There's no question Craig MacTavish is on the hot seat in Edmonton, but expect the Oilers to swing a deal before they fire their long-time head coach.

EDMONTON – Craig MacTavish’s job is officially on the line in Edmonton, as it appears the Oilers head coach is beginning to lose his players’ interest after eight seasons behind the bench.

But a high ranking source within the organization said Thursday that the Oilers will make a trade to try to shake up their lineup before firing their head coach, whose team has struggled out of the gate at 9-10-2 and sits in last place in the Northwest Division.

A veteran Oilers player, who requested anonymity added: "Maybe a trade, then the coach. After this long, a change might be good."

Ideally the trade will move a goaltender – either Mathieu Garon or Dwayne Roloson – a move that could provide a roster shake-up as well as put an end to the three-goalie system that has frozen out Garon and seen prospect Jeff Deslauriers see just five appearances in two months.

None of the goalies can be sent to the minors without clearing waivers.

But with MacTavish in survival mode, any plans to manage the troika have gone out the window. MacTavish has fallen back on the goalie he knows, Roloson, and has started him the past five Oilers games.

Despite the fact that Oilers owner Daryl Katz is not in favour of firing a coach in his first season owning the club, sources admit that Wednesday’s 2-1 home-ice loss to the hapless Los Angles Kings turned up the heat on MacTavish.

With the effort of Oilers players being publicly questioned by both MacTavish and his captains heading into a five-day break prior to the Kings’ visit, the Oilers coaches worked tirelessly on that very aspect.

Team meetings were held by the captains.

Film sessions were held by the coaches.

A collective soul searching took place inside the dressing room.

Then Edmonton took the ice against a Kings team that had been dismantled 6-2 the night before in Calgary – and they stunk the joint out in the 2-1 loss. It was as if the five-day coaching blitz had not even occurred as the Kings out-shot, out-chanced and out-scored Edmonton.

The loss – and the poor effort – sent shock waves through an organization that has never been quick to fire a coach. MacTavish is the third longest-serving current NHL coach behind Buffalo’s Lindy Ruff (12 years) and Barry Trotz (11 years) in Nashville.

The Oilers have missed the playoffs in four of MacTavish’s seven previous seasons.

The lessons taught during that five-day break were not new, MacTavish admitted, rather variations on the same theme MacTavish has been preaching for three months this season.

"How about eight years?" countered MacTavish.

His team has been out-shot in 16 of 21 games this season, and sits 23rd in the NHL averaging 2.52 goals per game. He has a team full of forwards who avoid the hard areas of the ice as if they were plague-infested, and MacTavish’s only answer to a sputtering offence is to go to the dirty places to find more goals.

Unless that message starts to take soon, president of hockey operations Kevin Lowe will be forced to find a new messenger.

"It’s a tough journey, a tough sell for a coach to try and get offensive players to play a more simplistic game, but that's what we need. And we have to demand that commitment from everybody," said MacTavish, the former Oilers centre who won three Stanley Cups in Edmonton, and one more in ’94 with the New York Rangers.

"As long as I've been in the game, that's how you prime the well offensively. You get in there and you get your hands dirty. You go to the areas where you can get a break offensively. We're trying to preach a power game to guys like (Andrew Cogliano) and Bobby Nilsson, and it's not necessarily their game. But that's where you find it."

As is usually the case, this coach’s biggest problems are under-achieving players. The Oilers expected plenty of goals from what was thought to be a deep group of forwards, yet defenceman Sheldon Souray leads the team with seven goals.

"With the exception of Ales (Hemsky, 22 points in 21 games), we've not had a forward who’s really stepped up," MacTavish said. "And we have four or five guys operating below our level of expectation. That’s blindsided us."

Shawn Horcoff has had an abysmal start, with just 11 points. Erik Cole has been a rumour of the player he once was, with seven points in the season’s first quarter.

The Dustin Penner free agent signing is proving a disaster for Edmonton.

He is out of shape and iceberg-slow against NHL competition.

The line of Cogliano, Nilsson and Sam Gagner, successful as rookies last year, has been completely ineffective this season.

"I don’t think anyone is thrilled about our production at this point," admitted Cole. "We’ve got a lot more to give, a lot more to offer. We’ve addressed it as a group: ‘You may think you’re working hard enough, but you’re not.’ You need a little bit of extra effort."

It had better come fast, or MacTavish will be out.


**Exercise details**
Whatever appears in the records, retype it exactly, except for the pictures.

**Items listed in a dataset**
- Opening Delimiter -

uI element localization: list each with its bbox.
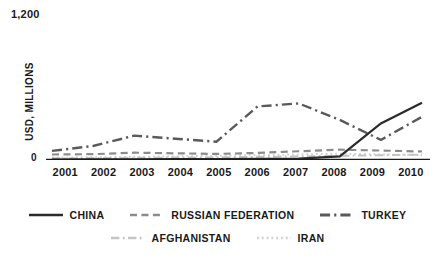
legend-label: IRAN [298,232,325,244]
legend-label: RUSSIAN FEDERATION [171,209,294,221]
x-axis-tick-labels: 2001200220032004200520062007200820092010 [46,166,430,184]
x-axis-tick-2009: 2009 [353,166,391,184]
legend-item-turkey[interactable]: TURKEY [320,209,406,221]
chart-legend: CHINARUSSIAN FEDERATIONTURKEY AFGHANISTA… [0,203,435,249]
x-axis-tick-2004: 2004 [161,166,199,184]
legend-label: TURKEY [361,209,406,221]
legend-line-swatch [257,233,291,243]
x-axis-tick-2006: 2006 [238,166,276,184]
legend-row-primary: CHINARUSSIAN FEDERATIONTURKEY [0,203,435,226]
x-axis-tick-2005: 2005 [200,166,238,184]
line-chart-figure: 1,200 0 USD, MILLIONS 200120022003200420… [0,0,435,261]
legend-label: CHINA [70,209,105,221]
x-axis-tick-2003: 2003 [123,166,161,184]
plot-svg [46,14,430,160]
legend-item-china[interactable]: CHINA [29,209,105,221]
x-axis-tick-2008: 2008 [315,166,353,184]
legend-item-afghanistan[interactable]: AFGHANISTAN [111,232,231,244]
legend-item-russian-federation[interactable]: RUSSIAN FEDERATION [130,209,294,221]
legend-item-iran[interactable]: IRAN [257,232,325,244]
x-axis-tick-2002: 2002 [84,166,122,184]
legend-label: AFGHANISTAN [152,232,231,244]
legend-row-secondary: AFGHANISTANIRAN [0,226,435,249]
series-line-turkey [52,103,422,150]
legend-line-swatch [111,233,145,243]
y-axis-zero-tick-label: 0 [31,152,37,163]
legend-line-swatch [130,210,164,220]
x-axis-tick-2001: 2001 [46,166,84,184]
y-axis-max-tick-label: 1,200 [11,8,40,20]
y-axis-title: USD, MILLIONS [24,52,35,152]
series-line-russian-federation [52,150,422,155]
x-axis-tick-2007: 2007 [276,166,314,184]
x-axis-tick-2010: 2010 [392,166,430,184]
plot-area [46,14,430,160]
legend-line-swatch [320,210,354,220]
series-line-afghanistan [52,155,422,159]
legend-line-swatch [29,210,63,220]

- Closing Delimiter -

**Solved exercise**
uI element localization: list each with its bbox.
legend-label: IRAN [298,232,325,244]
legend-label: RUSSIAN FEDERATION [171,209,294,221]
x-axis-tick-labels: 2001200220032004200520062007200820092010 [46,166,430,184]
x-axis-tick-2009: 2009 [353,166,391,184]
legend-item-turkey[interactable]: TURKEY [320,209,406,221]
chart-legend: CHINARUSSIAN FEDERATIONTURKEY AFGHANISTA… [0,203,435,249]
x-axis-tick-2004: 2004 [161,166,199,184]
legend-label: TURKEY [361,209,406,221]
legend-line-swatch [257,233,291,243]
x-axis-tick-2006: 2006 [238,166,276,184]
legend-row-primary: CHINARUSSIAN FEDERATIONTURKEY [0,203,435,226]
x-axis-tick-2005: 2005 [200,166,238,184]
line-chart-figure: 1,200 0 USD, MILLIONS 200120022003200420… [0,0,435,261]
legend-label: CHINA [70,209,105,221]
x-axis-tick-2003: 2003 [123,166,161,184]
plot-svg [46,14,430,160]
legend-item-china[interactable]: CHINA [29,209,105,221]
x-axis-tick-2008: 2008 [315,166,353,184]
legend-item-afghanistan[interactable]: AFGHANISTAN [111,232,231,244]
legend-item-russian-federation[interactable]: RUSSIAN FEDERATION [130,209,294,221]
legend-item-iran[interactable]: IRAN [257,232,325,244]
x-axis-tick-2002: 2002 [84,166,122,184]
legend-label: AFGHANISTAN [152,232,231,244]
legend-row-secondary: AFGHANISTANIRAN [0,226,435,249]
series-line-turkey [52,103,422,150]
legend-line-swatch [111,233,145,243]
y-axis-zero-tick-label: 0 [31,152,37,163]
legend-line-swatch [130,210,164,220]
x-axis-tick-2001: 2001 [46,166,84,184]
y-axis-max-tick-label: 1,200 [11,8,40,20]
y-axis-title: USD, MILLIONS [24,52,35,152]
series-line-russian-federation [52,150,422,155]
x-axis-tick-2007: 2007 [276,166,314,184]
x-axis-tick-2010: 2010 [392,166,430,184]
plot-area [46,14,430,160]
legend-line-swatch [320,210,354,220]
series-line-afghanistan [52,155,422,159]
legend-line-swatch [29,210,63,220]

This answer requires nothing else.